In order to perpetuate this violence, the police is making good use of some (pretty recent) war weapons: hand grenades, tear gas, LBD40 (https://maintiendelordre.fr/). The use of these weapons by the police against the people is legal in France in certain contexts. We could question these laws. But that we see is that the Police is not even following their own safety rules for the use of these weapons. Rubber balls are being shot towards the protestors’ heads, hand grenades are sent above the crowd; the illegal use of these weapons has frequently resulted in demonstrators injured for life or sometimes even killed protestors or bystanders. For now, not a single of these illegal uses of the violence has been condemned by the justice system.
According to journalist David Dufresnes, since the beginning of the Gilets Jaunes (Yellow Vests) movement (11/2018), the violence that the police has repeatedly exerted (against every public demonstration since then) has led to more than 870 reports of police brutality, leading to 2 deaths, 319 head injuries, 25 blinded eyes and 5 teared-off hands (source). Again, none of these acts have been condemned by the French Justice, while several international organizations such as the United Nations are condemning the French Government because of its use of violence against its citizens.

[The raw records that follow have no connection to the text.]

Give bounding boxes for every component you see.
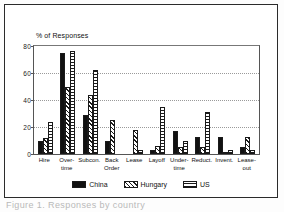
y-tick-mark [31, 154, 34, 155]
x-tick-label: Reduct. [191, 157, 214, 165]
bar-group [214, 46, 237, 154]
legend-swatch-us [183, 181, 197, 188]
bar-group [57, 46, 80, 154]
x-tick-label: Lease [123, 157, 146, 165]
y-tick-label: 80 [23, 43, 31, 50]
figure-frame: % of Responses 020406080 HireOver- timeS… [4, 4, 278, 198]
y-axis-label: % of Responses [36, 32, 88, 39]
bar-hungary [110, 120, 115, 154]
legend-label: Hungary [141, 181, 167, 188]
plot-area: 020406080 [33, 45, 260, 155]
bar-us [138, 150, 143, 154]
x-tick-label: Layoff [146, 157, 169, 165]
bar-us [205, 112, 210, 154]
x-tick-label: Lease- out [236, 157, 259, 172]
x-tick-label: Under- time [168, 157, 191, 172]
legend-swatch-china [72, 181, 86, 188]
bar-group [169, 46, 192, 154]
y-tick-label: 20 [23, 124, 31, 131]
y-tick-label: 0 [27, 151, 31, 158]
x-tick-label: Invent. [213, 157, 236, 165]
x-tick-label: Hire [33, 157, 56, 165]
legend-item: Hungary [124, 181, 167, 188]
figure-container: % of Responses 020406080 HireOver- timeS… [0, 0, 284, 212]
bar-us [70, 51, 75, 154]
figure-caption: Figure 1. Responses by country [6, 200, 278, 210]
bar-us [93, 70, 98, 154]
bar-us [183, 141, 188, 155]
bar-group [79, 46, 102, 154]
bar-us [228, 150, 233, 154]
bar-group [34, 46, 57, 154]
legend-item: China [72, 181, 107, 188]
bar-us [250, 150, 255, 154]
y-tick-label: 40 [23, 97, 31, 104]
bar-us [48, 122, 53, 154]
chart-legend: ChinaHungaryUS [5, 181, 277, 188]
x-tick-label: Over- time [56, 157, 79, 172]
legend-label: US [200, 181, 210, 188]
legend-item: US [183, 181, 210, 188]
bar-group [147, 46, 170, 154]
bar-group [102, 46, 125, 154]
bar-group [237, 46, 260, 154]
bar-us [160, 107, 165, 154]
legend-label: China [89, 181, 107, 188]
x-tick-label: Subcon. [78, 157, 101, 165]
legend-swatch-hungary [124, 181, 138, 188]
bar-group [192, 46, 215, 154]
bar-group [124, 46, 147, 154]
x-tick-label: Back Order [101, 157, 124, 172]
y-tick-label: 60 [23, 70, 31, 77]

Even so, the French government is denying the existence of any police violence and it’s accusing the demonstrators and the society in its whole to be violent (see the point of view of president Macron about this question). This is not the point of view of the United Nations and of several associations like Reporters Without Borders, who have accused the French government or are suing it for its use of violence.
We are fully aware that France is not an isolated case and that this increasing of the violence of the states in so called democracies is a world-wide problem (Chili, Hong-Kong, Liban, USA…) and our strike fits in a global contest of a crisis of the social dialogue between states and their citizens. We would like also to acknowledge that these acts of violence aren’t exactly new and were already perpetrated in the past on the more vulnerable inhabitants of our country (POC, immigrants, women) without further reactions from us, the safe ones.

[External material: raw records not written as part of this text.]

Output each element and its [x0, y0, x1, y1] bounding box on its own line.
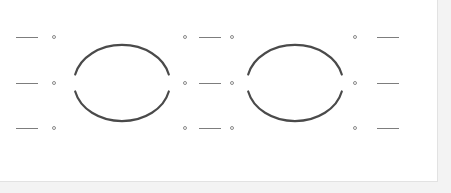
right-ring-top-arc[interactable]: [248, 45, 342, 75]
diagram-svg: [0, 0, 438, 182]
screenshot-root: [0, 0, 451, 193]
right-ring-bottom-arc[interactable]: [248, 92, 342, 122]
document-page-panel: [0, 0, 438, 182]
drawing-canvas[interactable]: [0, 0, 438, 182]
left-ring-bottom-arc[interactable]: [75, 92, 169, 122]
left-ring-top-arc[interactable]: [75, 45, 169, 75]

Any designer or artist you admire?
A very difficult question as I admire so many people and making a list feels always so reductive. (I’m a bit too lazy to answer this question, sorry)
Is Berlin the ultimate open-source-culture city?
Is it? If so, I have no idea about it! I’m still not connected to all the social spheres of this city I moved in 4 years ago and specially don’t know so much the open-source subculture here. Maybe I should!
What changes do you observe in the city?
There is a scary wave in the city, which I feel is also the case in a lot of others cities in Europe. To put it shortly, the staggering increase of rents, the housing crisis, and the increase of the cost of living is forcing a lot of artists to move away. Berlin, which was an eldorado for artists, creative people and musicians since the wall fell is now pushing them away. People just don’t manage to find flats anymore, or none they can afford, and are also kicked out of the flats they have, which has been my case 2 years ago. This is very crazy and is going super fast, and will cause great damage to the creative scene here if nothing is done.
Recommend a book or a musical album that could be a surprise?
The Argonauts from Maggie Nelson, a very musical book about becoming a mother. A true surprise.
Duistre Kamers from De Ambassade is an album I listened a lot in my first year here in Berlin and will always be linked to my moving here, this first flat and what happened there.
Jérémy, thank you for taking your time to answer these questions.